As Rosett recounts (with emphases added ---because I'm a didactic bastage):
Since the fall of Saddam, the U.S. has had extraordinary access to documents of the former Baathist regime, and is still sifting through millions of them. Messrs. Hayes and Joscelyn take some of what is already available, combined with other reports, documentation and details, some from before the overthrow of Saddam, some after. For page after page, they list connections--with names, dates and details such as the longstanding relationship between Osama bin Laden's top deputy, Ayman al-Zawahiri, and Saddam's regime.Yep. But if we leave it up to the fucking [mainstream media], all we're going to hear about is missing and attractive white girls, shark attacks, and how awful Karl Rove's crime against Valerie Plame and our national security is. This issue of Saddamite Iraq's ties to the jihadists, however, is the real one ---and people need to be paying attention.
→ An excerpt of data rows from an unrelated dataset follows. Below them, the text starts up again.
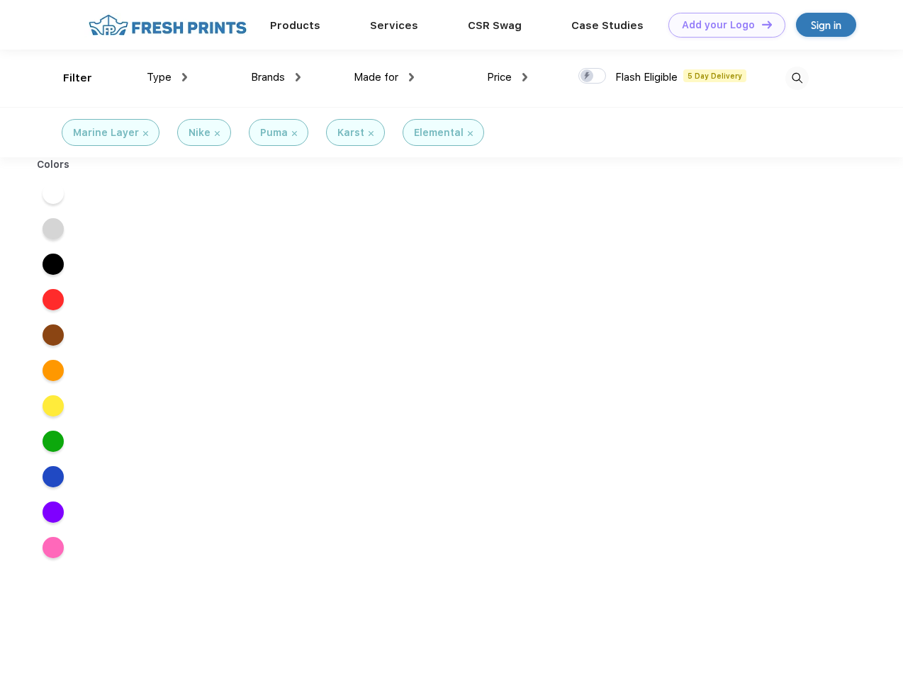 The width and height of the screenshot is (903, 680). What do you see at coordinates (53, 164) in the screenshot?
I see `div: Colors` at bounding box center [53, 164].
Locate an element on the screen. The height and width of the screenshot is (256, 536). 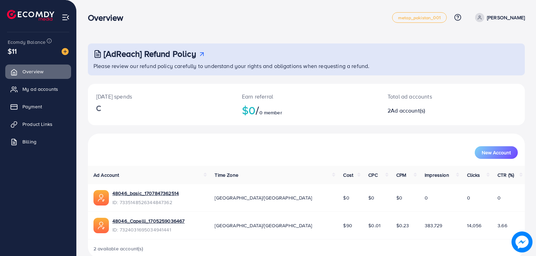
a: logo is located at coordinates (30, 15).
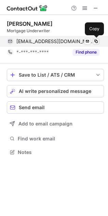  I want to click on button: Find work email, so click(55, 139).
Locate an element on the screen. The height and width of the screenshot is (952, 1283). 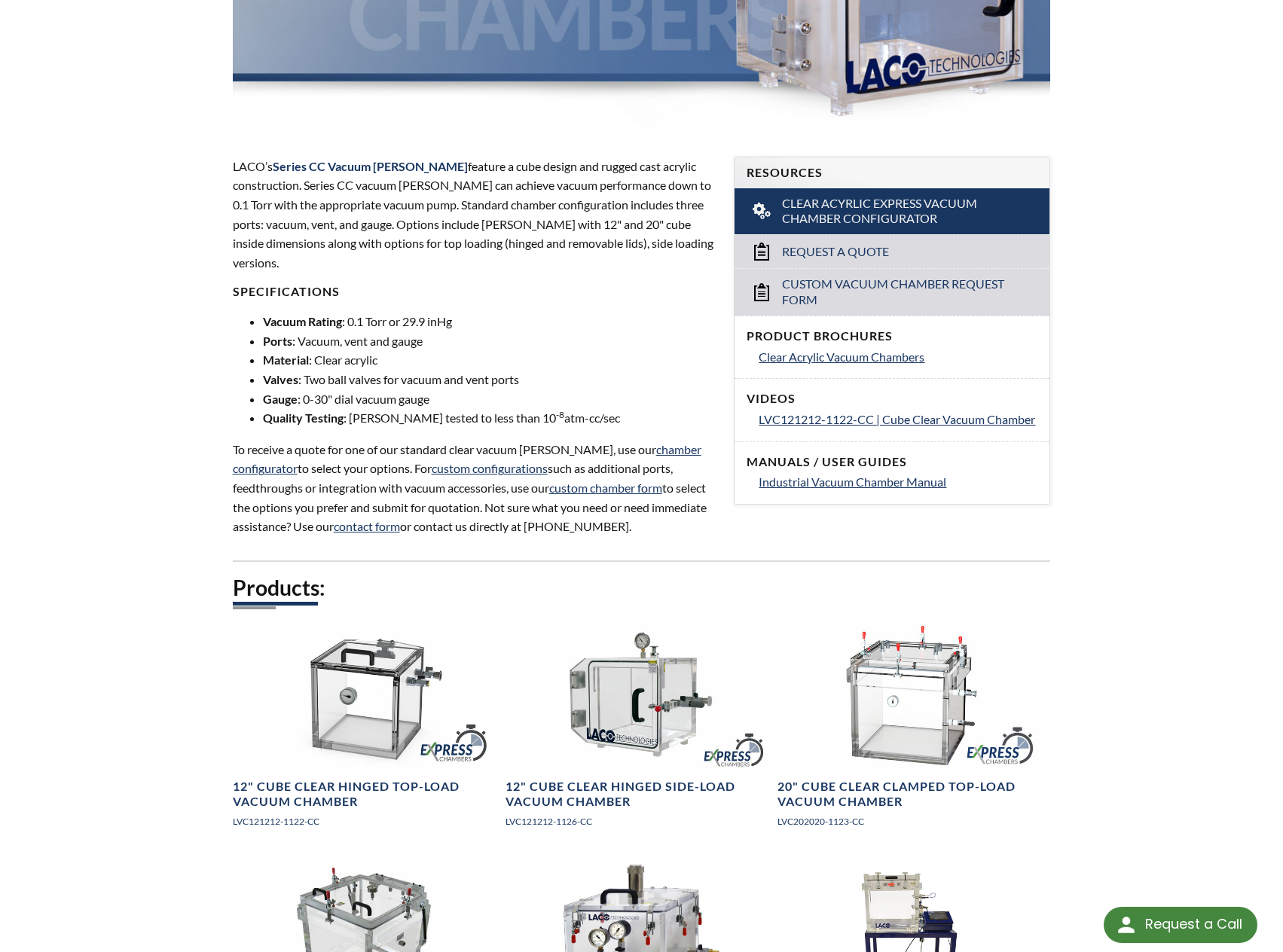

Messrs. Hayes and Joscelyn raise, with good reason, the question of why Saddam gave haven to Abdul Rahman Yasin, one of the men who in 1993 helped make the bomb that ripped through the parking garage of the World Trade Center. They detail a contact between Iraqi intelligence and several of the Sept. 11 hijackers in Malaysia, the year before al Qaeda destroyed the twin towers. They recount the intersection of Iraqi and al Qaeda business interests in Sudan, via, among other things, an Oil for Food contract negotiated by Saddam's regime with the al-Shifa facility that President Clinton targeted for a missile attack following the African embassy bombings because of its apparent connection to al Qaeda. And there is plenty more.